Jasprit Bumrah is a walking example of why this type of injury demands not just physical healing but constant management, workload control and technical adjustments. For Iyer, repeated disruptions never allowed him to settle into a proper corrective mode.

A left shoulder injury forced him to miss the first half of the 2021 IPL, and then in 2023 he was ruled out for the entire season because of a back injury. Each absence meant missed series, lost match practice, and most significantly opportunities seized by others waiting in the wings. Iyer lost his central contract in 2024, ostensibly because it was felt that he had not shown enough hunger for Test cricket.
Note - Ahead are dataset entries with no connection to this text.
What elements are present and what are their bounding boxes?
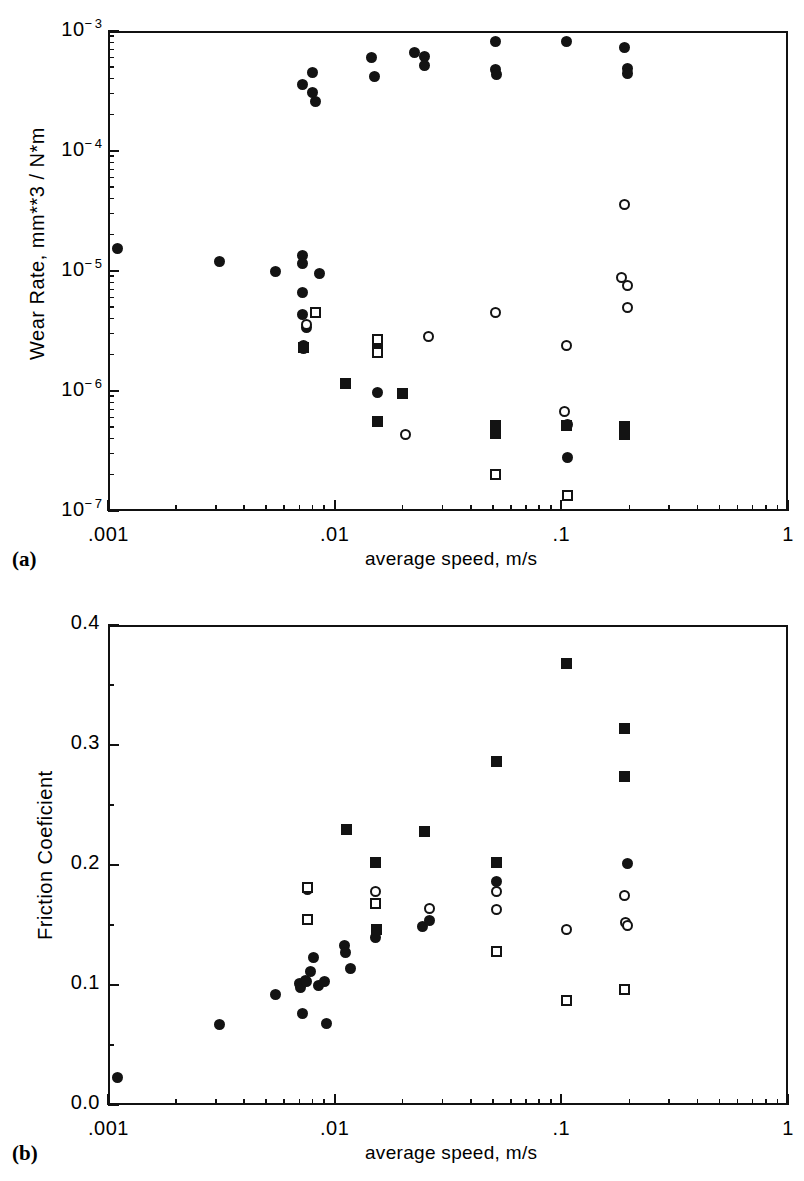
x-axis-label-b: average speed, m/s bbox=[365, 1142, 537, 1164]
y-minor-tick bbox=[108, 213, 114, 215]
y-major-tick bbox=[108, 150, 119, 152]
x-minor-tick bbox=[299, 1099, 301, 1105]
data-point-open-square bbox=[302, 882, 313, 893]
data-point-open-square bbox=[490, 469, 501, 480]
x-minor-tick bbox=[243, 1099, 245, 1105]
data-point-filled-circle bbox=[301, 976, 312, 987]
data-point-filled-square bbox=[397, 388, 408, 399]
y-minor-tick bbox=[108, 42, 114, 44]
data-point-open-circle bbox=[424, 903, 435, 914]
x-minor-tick bbox=[402, 505, 404, 511]
y-minor-tick bbox=[108, 35, 114, 37]
data-point-open-circle bbox=[490, 307, 501, 318]
data-point-filled-circle bbox=[112, 1072, 123, 1083]
data-point-filled-circle bbox=[321, 1018, 332, 1029]
data-point-filled-circle bbox=[366, 52, 377, 63]
y-tick-label: 0.4 bbox=[46, 611, 100, 634]
panel-label-a: (a) bbox=[12, 547, 37, 572]
data-point-filled-circle bbox=[424, 915, 435, 926]
data-point-filled-circle bbox=[490, 36, 501, 47]
data-point-open-circle bbox=[619, 199, 630, 210]
x-minor-tick bbox=[442, 1099, 444, 1105]
y-tick-label: 0.0 bbox=[46, 1091, 100, 1114]
data-point-open-square bbox=[562, 490, 573, 501]
data-point-filled-circle bbox=[622, 68, 633, 79]
data-point-filled-square bbox=[619, 771, 630, 782]
data-point-filled-square bbox=[371, 924, 382, 935]
x-minor-tick bbox=[765, 505, 767, 511]
data-point-open-circle bbox=[619, 890, 630, 901]
x-minor-tick bbox=[719, 1099, 721, 1105]
data-point-filled-circle bbox=[297, 258, 308, 269]
x-minor-tick bbox=[312, 505, 314, 511]
y-minor-tick bbox=[108, 186, 114, 188]
x-minor-tick bbox=[550, 1099, 552, 1105]
data-point-open-circle bbox=[622, 302, 633, 313]
y-minor-tick bbox=[108, 162, 114, 164]
data-point-filled-circle bbox=[214, 256, 225, 267]
x-minor-tick bbox=[629, 1099, 631, 1105]
data-point-filled-circle bbox=[270, 266, 281, 277]
x-minor-tick bbox=[265, 1099, 267, 1105]
x-minor-tick bbox=[283, 505, 285, 511]
y-minor-tick bbox=[108, 169, 114, 171]
x-minor-tick bbox=[215, 1099, 217, 1105]
x-minor-tick bbox=[243, 505, 245, 511]
y-minor-tick bbox=[108, 177, 114, 179]
y-tick-label: 0.2 bbox=[46, 851, 100, 874]
data-point-open-square bbox=[619, 984, 630, 995]
y-minor-tick bbox=[108, 395, 114, 397]
y-tick-label: 10− 7 bbox=[36, 496, 102, 521]
x-major-tick bbox=[334, 500, 336, 511]
y-minor-tick bbox=[108, 333, 114, 335]
y-minor-tick bbox=[108, 354, 114, 356]
data-point-open-square bbox=[561, 995, 572, 1006]
x-minor-tick bbox=[697, 505, 699, 511]
x-minor-tick bbox=[668, 1099, 670, 1105]
data-point-filled-circle bbox=[310, 96, 321, 107]
x-axis-label-a: average speed, m/s bbox=[365, 548, 537, 570]
y-minor-tick bbox=[108, 318, 114, 320]
x-minor-tick bbox=[299, 505, 301, 511]
x-major-tick bbox=[560, 500, 562, 511]
y-minor-tick bbox=[108, 804, 114, 806]
y-minor-tick bbox=[108, 282, 114, 284]
x-minor-tick bbox=[777, 1099, 779, 1105]
x-minor-tick bbox=[323, 505, 325, 511]
x-minor-tick bbox=[470, 505, 472, 511]
x-minor-tick bbox=[538, 1099, 540, 1105]
data-point-open-circle bbox=[561, 924, 572, 935]
y-minor-tick bbox=[108, 66, 114, 68]
y-minor-tick bbox=[108, 275, 114, 277]
data-point-filled-circle bbox=[314, 268, 325, 279]
y-major-tick bbox=[108, 390, 119, 392]
plot-area-b bbox=[108, 625, 788, 1105]
y-tick-label: 10− 3 bbox=[36, 16, 102, 41]
data-point-open-square bbox=[372, 347, 383, 358]
y-minor-tick bbox=[108, 93, 114, 95]
x-minor-tick bbox=[752, 1099, 754, 1105]
x-minor-tick bbox=[668, 505, 670, 511]
x-minor-tick bbox=[538, 505, 540, 511]
y-minor-tick bbox=[108, 474, 114, 476]
y-major-tick bbox=[108, 864, 119, 866]
data-point-open-circle bbox=[301, 319, 312, 330]
x-minor-tick bbox=[175, 505, 177, 511]
x-minor-tick bbox=[175, 1099, 177, 1105]
x-major-tick bbox=[560, 1094, 562, 1105]
data-point-filled-square bbox=[561, 658, 572, 669]
y-tick-label: 10− 4 bbox=[36, 136, 102, 161]
y-major-tick bbox=[108, 270, 119, 272]
data-point-filled-square bbox=[491, 857, 502, 868]
x-minor-tick bbox=[737, 505, 739, 511]
x-minor-tick bbox=[629, 505, 631, 511]
y-tick-label: 0.1 bbox=[46, 971, 100, 994]
data-point-open-circle bbox=[559, 406, 570, 417]
x-tick-label: .1 bbox=[541, 1117, 581, 1140]
data-point-filled-square bbox=[490, 428, 501, 439]
y-minor-tick bbox=[108, 924, 114, 926]
x-minor-tick bbox=[402, 1099, 404, 1105]
y-minor-tick bbox=[108, 684, 114, 686]
y-minor-tick bbox=[108, 453, 114, 455]
y-minor-tick bbox=[108, 155, 114, 157]
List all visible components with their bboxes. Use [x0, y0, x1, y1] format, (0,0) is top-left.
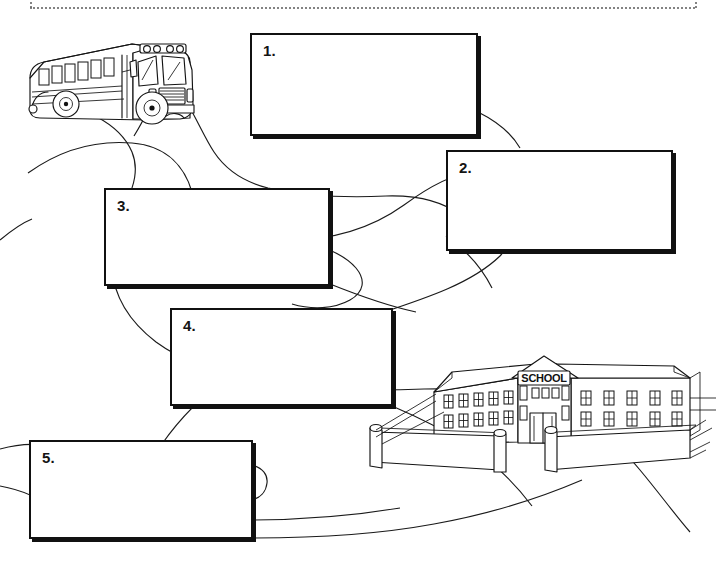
answer-box-4-number: 4. [183, 317, 196, 334]
answer-box-1[interactable]: 1. [250, 33, 478, 136]
answer-box-2-number: 2. [459, 159, 472, 176]
worksheet-page: SCHOOL [0, 0, 721, 564]
answer-box-3[interactable]: 3. [104, 188, 330, 286]
answer-box-3-number: 3. [117, 197, 130, 214]
answer-box-2[interactable]: 2. [446, 150, 673, 251]
school-building-icon: SCHOOL [370, 356, 716, 472]
answer-box-1-number: 1. [263, 42, 276, 59]
school-bus-icon [29, 44, 194, 124]
answer-box-4[interactable]: 4. [170, 308, 393, 406]
cut-line-left [30, 0, 32, 8]
answer-box-5-number: 5. [42, 449, 55, 466]
svg-text:SCHOOL: SCHOOL [521, 372, 567, 384]
cut-line-horizontal [30, 7, 695, 9]
answer-box-5[interactable]: 5. [29, 440, 253, 539]
cut-line-right [695, 0, 697, 8]
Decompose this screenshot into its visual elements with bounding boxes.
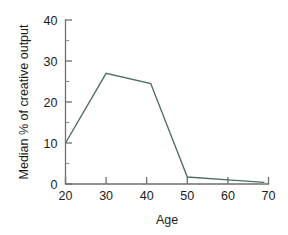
x-tick-label-40: 40 <box>140 189 154 203</box>
y-tick-label-40: 40 <box>44 14 58 28</box>
x-tick-label-30: 30 <box>99 189 113 203</box>
x-tick-label-20: 20 <box>59 189 73 203</box>
x-tick-label-70: 70 <box>262 189 276 203</box>
x-tick-label-60: 60 <box>221 189 235 203</box>
x-axis-title: Age <box>156 213 178 227</box>
y-axis-title: Median % of creative output <box>17 24 31 179</box>
chart-canvas: 010203040 203040506070 Age Median % of c… <box>0 0 288 235</box>
y-tick-label-10: 10 <box>44 137 58 151</box>
x-tick-label-50: 50 <box>180 189 194 203</box>
y-tick-label-20: 20 <box>44 96 58 110</box>
chart-figure: 010203040 203040506070 Age Median % of c… <box>0 0 288 235</box>
y-tick-label-0: 0 <box>51 178 58 192</box>
y-tick-label-30: 30 <box>44 55 58 69</box>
However, he returned to score 95 for Mumbai in the Ranji Trophy final before breaking KKR’s 10-year title drought as captain. When push came to shove last year, Iyer requested BCCI for a six-month break from red-ball cricket due to concerns about his back, which the board promptly approved. And then the injury at the SCG happened.

The timing of the injuries couldn’t have been worse given how Indian cricket’s supply line is overflowing with middle-order options. When a player becomes unavailable, the system does not pause — it moves to the next alternative. Iyer returning to the scheme of things doesn’t merely mean being fit again, but being better than those who replaced him. That’s an exceptionally high bar these days.

The selectors appointing Iyer vice-captain (he will play subject to passing a fitness test) for the New Zealand ODI series sends a strong message that they are backing him for ODIs. But the psychological aspect of the anticipation that Iyer will hit the ground running can weigh one down. Repeated injuries can erode confidence to the point that a player begins to question his body while selectors and team management worry about long-term reliability. Playing under that shadow requires immense mental strength, especially in an unrelenting system of elimination.

Iyer is 31. He is an IPL winning captain and an exceptional middle-order batter who was first drafted into a Test squad as Virat Kohli’s replacement. But right now, he isn’t in the scheme of things for T20Is or Tests. What makes the situation more complicated is that Iyer isn’t a fringe player. He is seen as someone who was once projected to be a leader. With that kind of history, each innings somehow becomes a referendum on his spot in the context of India’s white-ball ambitions.

Iyer is not only staging a comeback, he is also battling time, competition, expectation and the memory of what he once was supposed to become. It starts again, on Tuesday in the Vijay Hazare Trophy when he leads Mumbai against Himachal Pradesh in Jaipur.